Chasing Dreams

To dream about following in the footsteps of an anonymous Japanese photographer who printed an album of his local photos in the 19th century and to retake them with a camera of the same period, with a similar lens and using 19th century collodion photography techniques to make the print is what dreams (my dreams) are made of – but by toying with this idea, from an old album I found in a junk shop, I am discovering some interesting (for me) stuff.

Here are a couple of photos, the hand coloured one is from my album and I just took a quick snap to copy it. The other is from a collection in the Harvard library, it is by (probably) the most famous photographer of that time and place, Felice Beato.

Hand colored collodion print – Japan, c1890, from album of 50 photos – 20

Two more are shown below…

Collodion hand coloured print of Japan in the 19th century

The Tokaido road, Japan circa 1890 – Hand colored collodion print , from album of 50 photos – 18

They are not both taken at exactly the same time, but they seem to be within a few weeks of each other, this dates them, according to Harvard, at around 1867 and the Beato photos used a longer lens, but from a quick look it seems the images from my album are older and more of the 25 original prints that I have are of the same subjects from the same place and the same period.

So who copied who and when?

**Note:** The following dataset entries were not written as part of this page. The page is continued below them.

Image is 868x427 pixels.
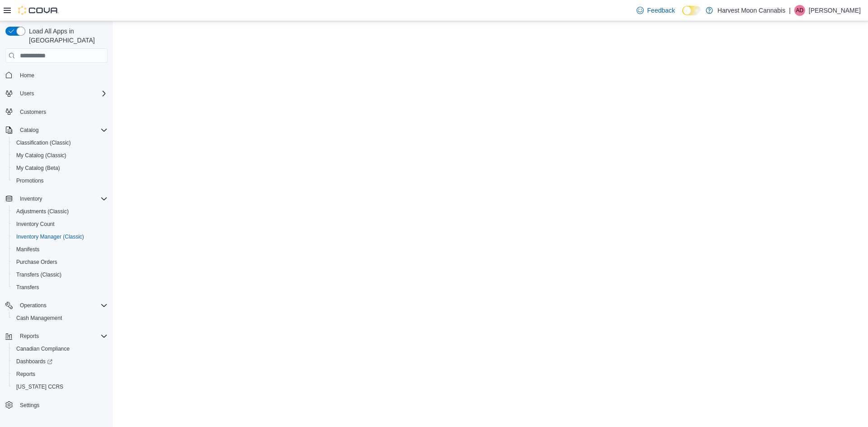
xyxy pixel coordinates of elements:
span: Cash Management [16,314,62,322]
span: Canadian Compliance [16,345,69,353]
span: Dark Mode [682,15,683,16]
a: My Catalog (Classic) [12,150,70,161]
span: My Catalog (Beta) [12,163,108,173]
span: [US_STATE] CCRS [16,383,63,390]
a: My Catalog (Beta) [12,163,64,173]
a: Reports [12,369,39,379]
a: Home [16,70,38,81]
span: Catalog [20,126,38,134]
button: My Catalog (Beta) [9,162,111,175]
span: Promotions [12,175,108,186]
a: Inventory Manager (Classic) [12,231,88,242]
button: Purchase Orders [9,256,111,269]
button: Promotions [9,175,111,187]
span: Adjustments (Classic) [16,208,69,215]
span: Reports [12,369,108,379]
a: Cash Management [12,313,66,324]
button: Catalog [2,124,111,137]
a: Transfers [12,282,43,293]
a: Dashboards [12,356,56,367]
button: Operations [16,300,50,311]
span: Washington CCRS [12,381,108,392]
span: Feedback [648,6,675,15]
span: My Catalog (Classic) [12,150,108,161]
a: Settings [16,400,43,411]
span: Transfers [12,282,108,293]
p: Harvest Moon Cannabis [718,5,785,16]
span: Users [20,90,34,97]
span: Inventory Manager (Classic) [12,231,108,242]
a: Manifests [12,244,43,255]
span: Cash Management [12,313,108,324]
span: Reports [16,330,108,342]
span: Adjustments (Classic) [12,206,108,217]
a: Canadian Compliance [12,343,73,354]
input: Dark Mode [682,6,701,15]
span: Canadian Compliance [12,343,108,354]
button: Users [16,88,38,99]
button: Inventory [2,192,111,205]
a: [US_STATE] CCRS [12,381,67,392]
button: Classification (Classic) [9,137,111,149]
span: Purchase Orders [16,259,58,265]
span: Transfers (Classic) [12,269,108,280]
span: Manifests [12,244,108,255]
span: Customers [16,106,108,118]
span: Reports [20,332,39,340]
a: Transfers (Classic) [12,269,65,280]
span: Catalog [16,125,108,136]
button: Adjustments (Classic) [9,205,111,218]
span: Operations [16,300,108,311]
span: Inventory [16,194,108,204]
button: Transfers [9,281,111,294]
span: My Catalog (Beta) [16,165,60,171]
button: Reports [16,330,43,342]
span: Dashboards [16,358,53,365]
a: Promotions [12,175,48,186]
span: Inventory Count [16,220,54,228]
button: Catalog [16,125,42,136]
button: Operations [2,299,111,312]
button: Reports [9,368,111,381]
span: Transfers [16,284,39,291]
a: Customers [16,106,50,118]
span: Dashboards [12,356,108,367]
span: Operations [20,302,46,309]
span: AD [796,5,804,16]
button: Reports [2,330,111,342]
span: Settings [20,402,40,409]
span: Home [20,72,34,79]
button: My Catalog (Classic) [9,149,111,162]
a: Feedback [633,1,679,19]
button: Inventory Manager (Classic) [9,230,111,243]
p: [PERSON_NAME] [809,5,861,16]
span: Manifests [16,246,40,253]
span: Inventory Count [12,218,108,230]
a: Dashboards [9,355,111,368]
a: Adjustments (Classic) [12,206,72,217]
span: Settings [16,399,108,411]
a: Purchase Orders [12,257,61,267]
span: Home [16,69,108,80]
p: | [789,5,791,16]
button: Transfers (Classic) [9,269,111,281]
button: [US_STATE] CCRS [9,381,111,393]
span: Users [16,88,108,99]
span: Promotions [16,177,44,184]
a: Inventory Count [12,218,58,230]
button: Cash Management [9,312,111,324]
button: Users [2,87,111,100]
span: Transfers (Classic) [16,271,61,278]
span: Inventory Manager (Classic) [16,233,84,240]
span: Purchase Orders [12,257,108,267]
span: Classification (Classic) [16,139,71,147]
button: Manifests [9,243,111,256]
button: Settings [2,399,111,412]
span: Load All Apps in [GEOGRAPHIC_DATA] [25,27,108,45]
img: Cova [18,6,59,15]
a: Classification (Classic) [12,137,74,148]
span: Reports [16,371,35,377]
button: Customers [2,105,111,118]
span: Inventory [20,195,42,202]
span: My Catalog (Classic) [16,152,66,159]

Did Beato copy another photographer from Yokohama? Or did a local photographer from Yokohama show Beato the best places?

Good photographers will often find a very similar setting for a landscape – I have collodion prints from the 1860s of Mirror Lake, that Ansel Adams would have seen and he took exactly the same image from exactly the same place nearly 80 years later (some trees are taller in Adams photos of course).

Asanuma with Dallmeyer

I couldn’t think of a better title for a very pretty half plate camera. Made in 1905 it is the lightest large format camera I own

I Dream of taking this camera to Japan to retake the images in an old album I found. I have posted the pages of the album, all half plate collodion hand coloured prints in the two previous blog posts A Calm Tension of Light and The Tokaido Road

I can dream.

A Calm Tension Of Light

Japanese lady in formal dress 19th century collodion photograph-5

My post yesterday on this blog showed part of an album of 25 Japanese collodion prints. They are places and landscapes of Japan in the 19th century.

The other side of the album has 25 portraits of Japanese ladies and girls.

These albums were usually printed and hand coloured for visitors to Japan as souvenirs. I have quickly copied these photographs to share here. I find them fascinating. The exposures were all for a second or more, and are carefully posed and structured. My guess is that a lot of the “models” are friends, family and servants of the photographer.

I hope to do research to find and “guess” at a little more of who they are and where these photos came from. I deliberately said “are” as they live in these photos.